Why did fonts go so wrong in Windows? [closed]

Microsoft have done a series of efforts to make the fonts look better on different screens. For instance, Microsoft invented ClearType, which was absolutely breathtaking back in 2000, and they created custom fonts such as Segoe UI which also—back then—looked like an excellent alternative to the existing fonts. I remember, a long time ago, that the default rendering in Windows looked much, much nicer than the custom one in Adobe Photoshop (running on Windows), which was always muddy/blurry/weird.

Despite their efforts, it doesn't seem that they are doing great compared to the competition:

  1. I maintain a website where I take great care about how things look, which includes anything related to text: fonts, sizes, spacing, text rendering. As I work on Linux, I'm always surprised how the site looks ugly on Windows. It should be the same font (from Google Fonts), but at pixel level, it just doesn't look right. Aside, Unicode characters get smashed, spacing is changed, etc. What a mess.

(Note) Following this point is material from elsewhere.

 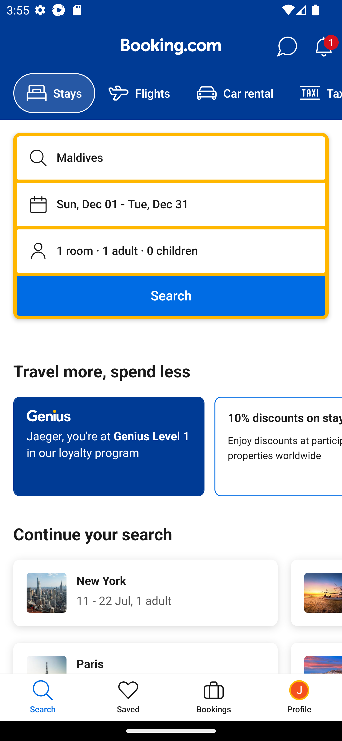 I want to click on Maldives, so click(x=171, y=158).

  2. Recently, Stack Overflow announced that the custom fonts will be replaced by the default system ones. I wasn't at all optimistic about the change before they did the switch, but one morning, when I discovered the new version, it looked actually better than the original. More readable on Linux at least. On Android, I don't see much of a difference (maybe because I don't use the site as much on a smartphone). Similarly, a colleague who uses an Apple computer found that the site looks much better now.

    To my surprise, the announcement received plenty of negative comments:

    • “The fonts look truly horrific.”
    • “Oh my eyes... this font seems pixelized.”
    • “Ewww (Windows 10). Can we have the old ones back please?”
    • “Code fonts look blown out (font-weight) and fuzzy at the edges.”
    • “As a nearly 50 year old viewing the site on Windows 10, this change is terrible for my aging eyes.”

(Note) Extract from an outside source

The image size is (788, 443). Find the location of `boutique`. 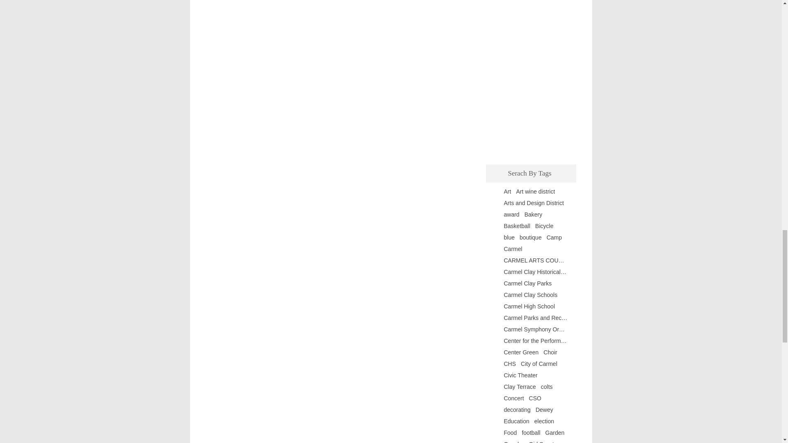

    The comments go on, and so do the upvotes of those comments. Although some don't tell what OS are they using, many do confirm that they are Windows users.

I would expect—exactly as Stack Overflow designers expected—that the default OS font should be highly optimized, properly configured for a given device. It seems that this is the case for Apple, Linux, and Android, but absolutely not the case for Windows.

How did it go so wrong for Microsoft?